De Blasio’s comments on undercounting the death toll came after the chair of NYC council health committee, Mark Levine, stated on Monday night that only those tested before they die are counted as COVID-19 victims, sparking fears the actual death toll could be far higher than the 3,500 already recorded.

Mark Levine tweeted: ‘Now only those few who had a test confirmation *before* dying are marked as victims of coronavirus on their death certificate. This almost certainly means we are undercounting the total number of victims of this pandemic.’

Levine was commenting on how the city is ‘managing its dead’ with morgues, funeral homes and cemeteries ‘dealing w/ the equivalent of an ongoing 9/11’. 

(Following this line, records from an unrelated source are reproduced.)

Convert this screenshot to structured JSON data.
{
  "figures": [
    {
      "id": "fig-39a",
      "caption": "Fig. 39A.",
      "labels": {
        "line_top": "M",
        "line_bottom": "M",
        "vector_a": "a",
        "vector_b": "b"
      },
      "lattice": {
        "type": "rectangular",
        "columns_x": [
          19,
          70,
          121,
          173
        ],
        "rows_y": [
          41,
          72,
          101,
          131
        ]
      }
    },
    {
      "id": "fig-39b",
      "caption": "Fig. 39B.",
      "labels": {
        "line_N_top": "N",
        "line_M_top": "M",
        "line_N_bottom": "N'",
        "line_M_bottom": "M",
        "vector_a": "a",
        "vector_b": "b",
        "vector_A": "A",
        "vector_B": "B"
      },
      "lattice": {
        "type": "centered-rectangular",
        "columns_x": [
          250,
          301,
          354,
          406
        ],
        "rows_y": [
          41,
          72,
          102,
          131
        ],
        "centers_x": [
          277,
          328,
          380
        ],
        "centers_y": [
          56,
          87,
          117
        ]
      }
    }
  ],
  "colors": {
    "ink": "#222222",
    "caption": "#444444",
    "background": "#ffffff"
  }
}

He said ‘on an average day’ before this crisis there were between 20 and 25 deaths at home in NYC. He said there are now between 200 and 215 every day and ‘most of these people are not tested for coronavirus’. 

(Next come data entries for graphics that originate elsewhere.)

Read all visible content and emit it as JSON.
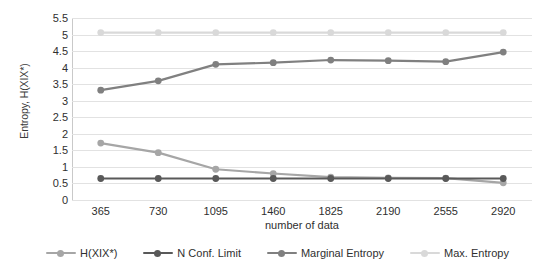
{
  "chart_data": {
    "type": "line",
    "title": "",
    "xlabel": "number of data",
    "ylabel": "Entropy, H(XIX*)",
    "categories": [
      "365",
      "730",
      "1095",
      "1460",
      "1825",
      "2190",
      "2555",
      "2920"
    ],
    "ylim": [
      0,
      5.5
    ],
    "yticks": [
      "0",
      "0.5",
      "1",
      "1.5",
      "2",
      "2.5",
      "3",
      "3.5",
      "4",
      "4.5",
      "5",
      "5.5"
    ],
    "grid": true,
    "legend_position": "bottom",
    "series": [
      {
        "name": "H(XIX*)",
        "color": "#a6a6a6",
        "values": [
          1.72,
          1.43,
          0.93,
          0.8,
          0.69,
          0.67,
          0.66,
          0.52
        ]
      },
      {
        "name": "N Conf. Limit",
        "color": "#595959",
        "values": [
          0.65,
          0.65,
          0.65,
          0.65,
          0.65,
          0.65,
          0.65,
          0.65
        ]
      },
      {
        "name": "Marginal Entropy",
        "color": "#808080",
        "values": [
          3.32,
          3.6,
          4.1,
          4.15,
          4.23,
          4.21,
          4.18,
          4.47
        ]
      },
      {
        "name": "Max. Entropy",
        "color": "#d9d9d9",
        "values": [
          5.06,
          5.06,
          5.06,
          5.06,
          5.06,
          5.06,
          5.06,
          5.06
        ]
      }
    ]
  },
  "legend": {
    "items": [
      {
        "label": "H(XIX*)"
      },
      {
        "label": "N Conf. Limit"
      },
      {
        "label": "Marginal Entropy"
      },
      {
        "label": "Max. Entropy"
      }
    ]
  }
}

Only those tested before they die are counted as COVID-19 victims, a New York City councilman said Monday, sparking fears the actual death toll could be far higher

Only those tested before they die are counted as COVID-19 victims, a New York City councilman said Monday, sparking fears the actual death toll could be far higher

For several days, state and city officials have been giving substantially different figures for the New York City death toll, with their counts sometimes hundreds of fatalities apart.

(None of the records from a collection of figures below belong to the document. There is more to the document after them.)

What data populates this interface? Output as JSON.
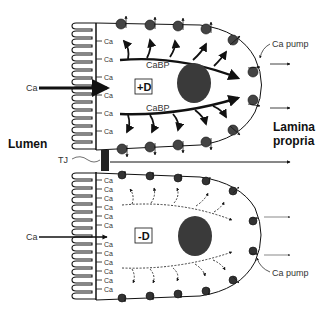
{
  "figure": {
    "labels": {
      "lumen": "Lumen",
      "lamina_propria_line1": "Lamina",
      "lamina_propria_line2": "propria",
      "tj": "TJ",
      "ca_left_top": "Ca",
      "ca_left_bottom": "Ca",
      "ca_pump_top": "Ca pump",
      "ca_pump_bottom": "Ca pump",
      "cabp_top": "CaBP",
      "cabp_bottom": "CaBP",
      "condition_top": "+D",
      "condition_bottom": "-D",
      "brush_border_ca": "Ca"
    },
    "cells": [
      {
        "id": "plus-d-cell",
        "condition": "+D",
        "ca_sites": 6,
        "cabp_style": "solid-bold",
        "pump_count": 12
      },
      {
        "id": "minus-d-cell",
        "condition": "-D",
        "ca_sites": 12,
        "cabp_style": "dashed-thin",
        "pump_count": 12
      }
    ],
    "colors": {
      "ink": "#111111",
      "nucleus": "#3a3a3a",
      "pump": "#444444",
      "tj": "#222222",
      "background": "#ffffff"
    }
  }
}
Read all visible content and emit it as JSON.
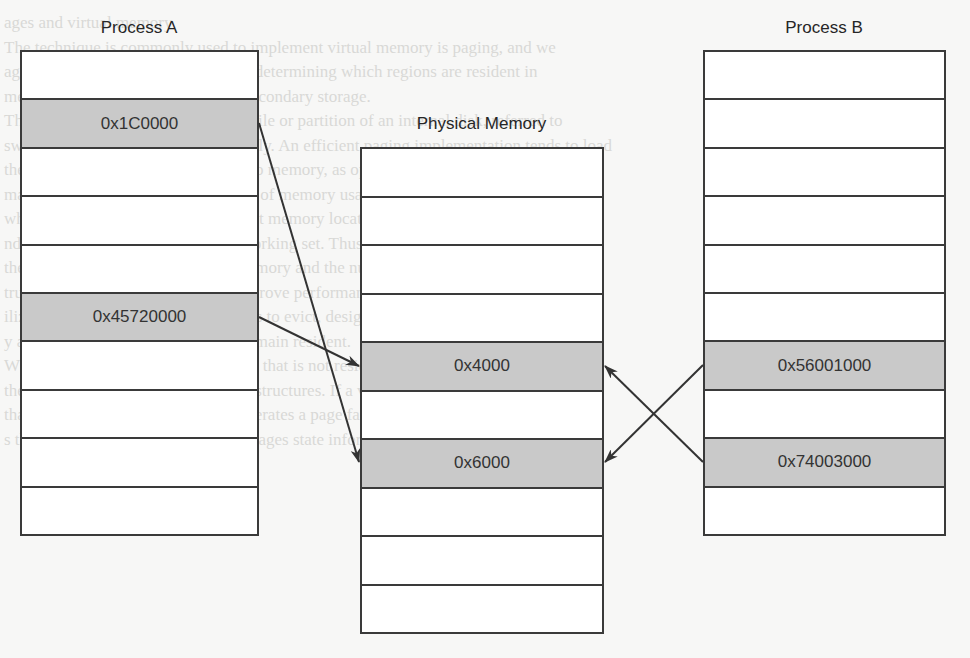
{
  "diagram": {
    "process_a": {
      "title": "Process A",
      "rows": [
        "",
        "0x1C0000",
        "",
        "",
        "",
        "0x45720000",
        "",
        "",
        "",
        ""
      ],
      "shaded": [
        1,
        5
      ]
    },
    "physical_memory": {
      "title": "Physical Memory",
      "rows": [
        "",
        "",
        "",
        "",
        "0x4000",
        "",
        "0x6000",
        "",
        "",
        ""
      ],
      "shaded": [
        4,
        6
      ]
    },
    "process_b": {
      "title": "Process B",
      "rows": [
        "",
        "",
        "",
        "",
        "",
        "",
        "0x56001000",
        "",
        "0x74003000",
        ""
      ],
      "shaded": [
        6,
        8
      ]
    },
    "mappings": [
      {
        "from": "Process A 0x1C0000",
        "to": "Physical Memory 0x6000"
      },
      {
        "from": "Process A 0x45720000",
        "to": "Physical Memory 0x4000"
      },
      {
        "from": "Process B 0x56001000",
        "to": "Physical Memory 0x6000"
      },
      {
        "from": "Process B 0x74003000",
        "to": "Physical Memory 0x4000"
      }
    ]
  },
  "background_text": [
    "ages and virtual memory",
    "The technique is commonly used to implement virtual memory is paging, and we",
    "age memory management policy for determining which regions are resident in",
    "memory and which are moved to a secondary storage.",
    "The common secondary storage is a file or partition of an internal disk, referred to",
    "swap file or swap partition respectively. An efficient paging implementation tends to load",
    "the pages that are actually needed into memory, as opposed to entire processes.",
    "mand paging is, for the characteristic of memory usage known as locality of refer-",
    "which is based on the observation that memory locations are likely to be accessed",
    "ndomly at the same time, as in the working set. Thus demand paging reduces",
    "the number of pages brought into memory and the number of processes that",
    "truly resident at any one time. To improve performance, an OS will, however,",
    "ilize its policy to choose, which pages to evict, designating which regions of",
    "y are paged versus those that must remain resident.",
    "When a process tries to access a page that is not resident, the hardware",
    "the process or discussed paging data structures. If a valid attempt to access",
    "that is not resident, the hardware generates a page fault. While the hardware",
    "s the fault, the operating system leverages state information encoded in"
  ]
}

As of Tuesday morning, the city was reporting 3,202 deaths while state officials were reporting at least 4,009. A day earlier, the city’s count was 837 deaths lower than the state count.

The city’s total now stands at 3,544.  

Asked about the discrepancy, state and city officials explained that they pull their numbers from different sources. The state figures come from reports submitted by health care facilities through an automated system. The city’s figures come from the city’s medical examiner and vital statistics reports.

The New York City Health Department said Tuesday that it would start reporting the state’s figures soon on its website ‘to ensure that we are being as consistent and comprehensive as possible’.

According to the state’s figures, more people have died from the coronavirus in New York City than perished in the September 11 attack on the World Trade Center.

At least 3,400 people have been killed in the city by the virus, according to a new count released by health officials.

The deadliest terror attack on U.S. soil killed 2,753 people in the city. 

Another 224 died when hijacked planes slammed into the Pentagon and a field near Shanksville, Pennsylvania, on September  11, 2001.

The coronavirus death toll has mounted over the course of just a few weeks. 

The city recorded its first fatality on March 13, less than two weeks after confirming its first infection.

NYC considers digging temporary graves for its coronavirus dead on Hart Island – which was used to dispose of Spanish Flu victims

Over the last 160 years Hart Island has been a Union Civil War prisoner-of-war camp, a psychiatric institution, tuberculosis sanatorium and a potter’s field burial site.

Since 1861 more than a million people have been buried there, with trucks still arriving at the site twice a week from morgues across New York.

One there inmates from Rikers Island are paid 50c an hour to act as pallbearers and bury the dead.

The dead are interred in trenches, with babies placed in coffins, which are stacked in groups of 1,000, measuring five coffins deep and usually in 20 rows.

Adults are placed in larger pine boxes arranged according to size and stacked in sections of 150, measuring three coffins deep in two rows.

Since the first decade of the 21st century there are fewer than 1,500 burials a year at Hart Island.

Hunt, who has documented Hart Island, added that help would be needed from the military when it came time to reunite families with the deceased.

Mayor Bill de Blasio himself spoke of the possibility of temporary burials ‘to tide us over until the end of the crisis.

‘We are not at that point,’ he told reporters, before refusing to give any more details.

On Monday morning, nine bodies were seen being loaded into trucks outside Wyckoff Hospital in Brooklyn.

Several undertakers interviewed said they were struggling to deal with New York state’s coronavirus death toll of more than 500 a day.

Between Friday and Saturday, a high of 630 deaths were recorded.